"Well, old boy!" he said to himself cynically, as he walked back to Carlton Lodge, "are we going to write our 'Sorrows of Werther' once again?"
CHAPTER LI.
ANOTHER CHAT BY THE FIRE.
The last sodden leaves had fallen from the London trees, and autumn was fast merging into winter. Mona sat alone in her study, deep in a copy of Balfour On the Heart, which she had picked up second-hand, on her way from hospital, and had carried home in triumph. It was the height of her ambition at this time to be "strong on the heart and lungs"; and as she read she mechanically percussed the arm of her big chair, with a lightness of touch which many doctors might have envied.
There was a knock at the door, and Miss Lascelles entered the room.
"That's right," said Mona, holding out her hand, "sit down."
"Thanks," was the reply, in Miss Lascelles's cultured, musical drawl. "I am not going to stay. I came to ask if you would lend me your notes of that leucocythæmia case. I am working up the spleen just now."
"I will, with pleasure. But don't be in such a hurry, now that you have come so far. I never get a chance to speak to you in hospital. Sit down and tell me what the scientist thinks of it all."
Miss Lascelles pulled off her hat unceremoniously, and passed her hand through her dark hair.
"Oh, reform it altogether!" she cried. "There is a deal of humbug in the profession, and I don't know that the women have lessened it."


• [YOUR ASSIGNMENT] Pull out every line below that contains the word "size".

• [STORED DATA]
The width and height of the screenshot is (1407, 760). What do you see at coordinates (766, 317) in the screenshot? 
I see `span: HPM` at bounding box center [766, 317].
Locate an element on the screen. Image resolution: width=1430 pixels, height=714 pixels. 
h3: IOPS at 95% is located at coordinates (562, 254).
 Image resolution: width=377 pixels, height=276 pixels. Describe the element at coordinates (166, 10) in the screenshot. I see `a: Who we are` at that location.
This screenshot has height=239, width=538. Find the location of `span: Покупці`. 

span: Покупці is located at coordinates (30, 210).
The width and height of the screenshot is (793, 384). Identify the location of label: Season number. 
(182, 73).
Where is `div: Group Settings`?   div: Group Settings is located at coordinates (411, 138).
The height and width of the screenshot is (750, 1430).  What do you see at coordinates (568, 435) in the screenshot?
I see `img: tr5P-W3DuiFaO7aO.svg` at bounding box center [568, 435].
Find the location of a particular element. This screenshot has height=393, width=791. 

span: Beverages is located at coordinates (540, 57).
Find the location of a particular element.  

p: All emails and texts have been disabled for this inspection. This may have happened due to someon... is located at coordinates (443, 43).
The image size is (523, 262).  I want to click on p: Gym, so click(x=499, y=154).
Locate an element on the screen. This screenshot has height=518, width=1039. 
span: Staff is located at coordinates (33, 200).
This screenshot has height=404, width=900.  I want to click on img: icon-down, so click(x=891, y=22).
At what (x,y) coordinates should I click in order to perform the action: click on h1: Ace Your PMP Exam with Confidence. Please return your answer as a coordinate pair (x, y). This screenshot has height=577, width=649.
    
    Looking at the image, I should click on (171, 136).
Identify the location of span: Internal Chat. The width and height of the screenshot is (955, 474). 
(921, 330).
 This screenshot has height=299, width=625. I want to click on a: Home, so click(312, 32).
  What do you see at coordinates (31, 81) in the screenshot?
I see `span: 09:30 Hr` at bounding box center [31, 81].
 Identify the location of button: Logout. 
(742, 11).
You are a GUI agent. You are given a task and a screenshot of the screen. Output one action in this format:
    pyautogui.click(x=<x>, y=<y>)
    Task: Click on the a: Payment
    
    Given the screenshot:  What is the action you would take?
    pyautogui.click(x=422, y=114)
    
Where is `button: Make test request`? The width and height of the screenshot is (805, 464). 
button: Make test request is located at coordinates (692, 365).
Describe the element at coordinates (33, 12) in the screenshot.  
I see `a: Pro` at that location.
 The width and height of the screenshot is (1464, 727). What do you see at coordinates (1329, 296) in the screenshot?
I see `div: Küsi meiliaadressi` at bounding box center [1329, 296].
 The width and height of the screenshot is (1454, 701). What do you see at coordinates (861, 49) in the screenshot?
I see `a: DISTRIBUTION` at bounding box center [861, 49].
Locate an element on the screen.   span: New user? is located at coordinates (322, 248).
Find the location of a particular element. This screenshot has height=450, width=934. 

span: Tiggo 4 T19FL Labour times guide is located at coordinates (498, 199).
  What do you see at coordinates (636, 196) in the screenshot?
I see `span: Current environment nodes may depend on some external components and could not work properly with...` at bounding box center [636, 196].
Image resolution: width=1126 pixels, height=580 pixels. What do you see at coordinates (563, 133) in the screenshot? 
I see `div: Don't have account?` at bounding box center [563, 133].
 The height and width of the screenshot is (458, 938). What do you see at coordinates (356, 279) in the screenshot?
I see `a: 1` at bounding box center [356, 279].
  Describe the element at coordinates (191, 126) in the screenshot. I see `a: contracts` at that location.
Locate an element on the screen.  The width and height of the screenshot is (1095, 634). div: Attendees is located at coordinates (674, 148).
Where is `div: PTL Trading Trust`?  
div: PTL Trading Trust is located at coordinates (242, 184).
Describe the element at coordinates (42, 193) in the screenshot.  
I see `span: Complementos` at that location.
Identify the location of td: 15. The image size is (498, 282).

• [ANSWER BOX]
The image size is (523, 262).  I want to click on p: Gym, so click(x=499, y=154).
Identify the location of td: 15. The image size is (498, 282).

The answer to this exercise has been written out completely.